Tuesday, September 14, 2010

Games of the Strong, Part III: Island


The last sentence of Part II is “What a lark.” The first of Part III is “Now that I am out of the hospital, I have to sit and write again.” The change in mood is clear.

We don’t yet learn what exactly happened on that frivolous, ill-fated boat ride.

Neila is now the Minister of Information because Wils is dead, we assume in the unexplained boating accident. She has a high-profile, decadent office; it is a corner office with six windows and carpeting and a sofa. (Side note: my mother writes “sofa,” but I thought my use of “couch” was from her. Maybe this was an editor’s hand; I am reading the U.S. edition.) We know where Neila stands, still seeing herself as a resistor, though she plays along without actually supporting the Complex agenda.

In Part II, before the boat ride, Wils warned Neila about writing too much: “’You’re too involved with writing things down. Don’t do it. I’m trying to warn you.’” Was he threatening her or helping her? Was he a loyal Complexer? A resistor? Neila assumed he was threatening her – despite the fact that they had become lovers.

When Neila finally reveals what happened on the boat ride, we are told that neither the boat nor the bodies were found. Did the others all drown? Perhaps it is predictable that someone could have survived. The possibility that Neila will be revealed as a resistor is wide open.

Questions answered:
In this part of the novel, the reality of the Island, to where resistors are exiled, is revealed. What and where is the Island? Who is there? Is it a prison setting? The 10,000 resistors there are in exile with nothing to support them on the previously uninhabited and inhospitable Island where it rains for most of the year. But what Neila finds on her visit to the Island deepens the mystery of Lak, her beloved who disappeared after Part I. He is not there with his family. But his coded letters from Part II of the novel mention sea air. Did he escape capture? Where is he?

In addition, Neila meets an old man who knew her parents, who died in a car crash when she was a baby. She learns unexpected information about them. They were resistors, but they really did die in a car crash; they were not murdered as she suspected. And her mother had an affair with an unnamed Complex official.

Taking action:
Neila is ineffective and misunderstood throughout this part of the novel. Though she has authority in the totalitarian regime, she can’t change it and can’t do anything overt about the injustice of the Island. Her foster family even believes she turned them in as resistors. She defends herself, but no one trusts her, not the resistors, not the Complexers

Not words, not writing, but action is Neila’s turning point.

Neila decides to take 300 exiles, the most that will fit on the ferry, back with her and let them escape, swim through the shallows, before the ferry docks. She gives the ferry to a handful of resistors who remain aboard in order to help the remaining Islanders escape.

But her action is ineffective and awkward. They exiles don’t trust her, and we don’t know if they follow through on the full plan. Neila observes, “I was forcing this rescue on these miserable wretches and risking everything.” Barm, the resistor and writer Neila interviewed in Part II, is now on the Island. Neila appeals to him: “’They won’t let me rescue them.” He replies, “Why should they give you that glory?”

Everything changes for Neila after the Island trip, but not because she has helped the resistors. This action seems to go unnoticed, as least for now. It is not this boat ride to the Island that brings change, but the frivolous one from Part II.

More about writing:
I believe my mother includes her own writing process in the narrative. The chapter begins: “It is difficult to start again. I have forgotten the mood, the reasons I am doing this. But if I do it scene by scene, episode by episode, one step at a time, everything will come together.” It is as if she retained what she wrote to keep herself writing the novel as part of Neila’s story.

And, on the Island, Neila and Barm again discuss writing. Neila tells him, “Someone has to write it down,” meaning the truth of the Island. Barm replies, “Then you write it down. You go home and sit down and write it all down. As for me, I’ve grown beyond paper and pens.” In this exchange, there is ambivalence about writing, a questioning about writing.

And, like a writer, Neila admits the possibility of conflicting versions of stories: "I am always interested in versions of the truth," as my mother was.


EXERCISE -> This exercise calls for the records to be returned exactly, with images removed.

(Collected data entries)
+++

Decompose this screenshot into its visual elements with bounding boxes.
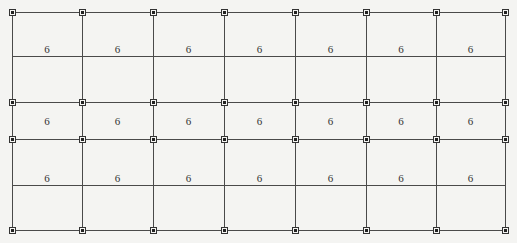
column-node-icon [363,99,370,106]
column-node-icon [433,9,440,16]
bay-dimension-label: 6 [321,115,341,127]
bay-dimension-label: 6 [461,172,481,184]
column-node-icon [221,99,228,106]
bay-dimension-label: 6 [179,43,199,55]
column-node-icon [79,9,86,16]
bay-dimension-label: 6 [179,115,199,127]
grid-line-vertical [224,12,225,230]
column-node-icon [363,9,370,16]
column-node-icon [502,99,509,106]
grid-line-vertical [436,12,437,230]
column-node-icon [363,227,370,234]
grid-plan: 666666666666666666666 [0,0,517,243]
column-node-icon [150,9,157,16]
bay-dimension-label: 6 [321,172,341,184]
bay-dimension-label: 6 [179,172,199,184]
bay-dimension-label: 6 [37,172,57,184]
bay-dimension-label: 6 [108,115,128,127]
column-node-icon [292,9,299,16]
column-node-icon [292,227,299,234]
grid-line-vertical [153,12,154,230]
grid-line-vertical [82,12,83,230]
column-node-icon [292,136,299,143]
bay-dimension-label: 6 [108,172,128,184]
grid-line-vertical [505,12,506,230]
bay-dimension-label: 6 [391,43,411,55]
column-node-icon [433,227,440,234]
column-node-icon [150,227,157,234]
column-node-icon [363,136,370,143]
column-node-icon [221,227,228,234]
grid-line-horizontal [12,56,505,57]
column-node-icon [79,99,86,106]
column-node-icon [9,227,16,234]
grid-line-horizontal [12,185,505,186]
grid-line-vertical [12,12,13,230]
column-node-icon [79,136,86,143]
column-node-icon [79,227,86,234]
column-node-icon [221,136,228,143]
column-node-icon [433,136,440,143]
column-node-icon [502,136,509,143]
column-node-icon [292,99,299,106]
grid-line-vertical [366,12,367,230]
bay-dimension-label: 6 [321,43,341,55]
column-node-icon [502,227,509,234]
column-node-icon [221,9,228,16]
grid-line-vertical [295,12,296,230]
column-node-icon [502,9,509,16]
column-node-icon [9,136,16,143]
bay-dimension-label: 6 [461,115,481,127]
bay-dimension-label: 6 [37,115,57,127]
column-node-icon [9,99,16,106]
bay-dimension-label: 6 [250,172,270,184]
bay-dimension-label: 6 [108,43,128,55]
bay-dimension-label: 6 [250,115,270,127]
bay-dimension-label: 6 [461,43,481,55]
bay-dimension-label: 6 [391,115,411,127]
bay-dimension-label: 6 [391,172,411,184]
column-node-icon [9,9,16,16]
bay-dimension-label: 6 [250,43,270,55]
column-node-icon [150,136,157,143]
column-node-icon [150,99,157,106]
bay-dimension-label: 6 [37,43,57,55]
column-node-icon [433,99,440,106]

+++

RESPONSE TO THE EXERCISE ->
Decompose this screenshot into its visual elements with bounding boxes.
column-node-icon [363,99,370,106]
column-node-icon [433,9,440,16]
bay-dimension-label: 6 [321,115,341,127]
bay-dimension-label: 6 [461,172,481,184]
column-node-icon [221,99,228,106]
bay-dimension-label: 6 [179,43,199,55]
column-node-icon [79,9,86,16]
bay-dimension-label: 6 [179,115,199,127]
grid-line-vertical [224,12,225,230]
column-node-icon [363,9,370,16]
column-node-icon [502,99,509,106]
grid-line-vertical [436,12,437,230]
column-node-icon [363,227,370,234]
grid-plan: 666666666666666666666 [0,0,517,243]
column-node-icon [150,9,157,16]
bay-dimension-label: 6 [321,172,341,184]
bay-dimension-label: 6 [179,172,199,184]
bay-dimension-label: 6 [37,172,57,184]
bay-dimension-label: 6 [108,115,128,127]
column-node-icon [292,9,299,16]
column-node-icon [292,227,299,234]
grid-line-vertical [153,12,154,230]
grid-line-vertical [82,12,83,230]
column-node-icon [292,136,299,143]
bay-dimension-label: 6 [108,172,128,184]
grid-line-vertical [505,12,506,230]
bay-dimension-label: 6 [391,43,411,55]
column-node-icon [433,227,440,234]
column-node-icon [150,227,157,234]
column-node-icon [363,136,370,143]
column-node-icon [221,227,228,234]
grid-line-horizontal [12,56,505,57]
column-node-icon [79,99,86,106]
column-node-icon [9,227,16,234]
grid-line-horizontal [12,185,505,186]
grid-line-vertical [12,12,13,230]
column-node-icon [79,136,86,143]
column-node-icon [79,227,86,234]
column-node-icon [221,136,228,143]
column-node-icon [433,136,440,143]
column-node-icon [502,136,509,143]
column-node-icon [292,99,299,106]
grid-line-vertical [366,12,367,230]
bay-dimension-label: 6 [321,43,341,55]
column-node-icon [502,227,509,234]
column-node-icon [221,9,228,16]
grid-line-vertical [295,12,296,230]
column-node-icon [502,9,509,16]
column-node-icon [9,136,16,143]
bay-dimension-label: 6 [461,115,481,127]
bay-dimension-label: 6 [37,115,57,127]
column-node-icon [9,99,16,106]
bay-dimension-label: 6 [250,172,270,184]
bay-dimension-label: 6 [108,43,128,55]
bay-dimension-label: 6 [250,115,270,127]
bay-dimension-label: 6 [461,43,481,55]
bay-dimension-label: 6 [391,115,411,127]
bay-dimension-label: 6 [391,172,411,184]
column-node-icon [9,9,16,16]
bay-dimension-label: 6 [250,43,270,55]
column-node-icon [150,136,157,143]
column-node-icon [150,99,157,106]
bay-dimension-label: 6 [37,43,57,55]
column-node-icon [433,99,440,106]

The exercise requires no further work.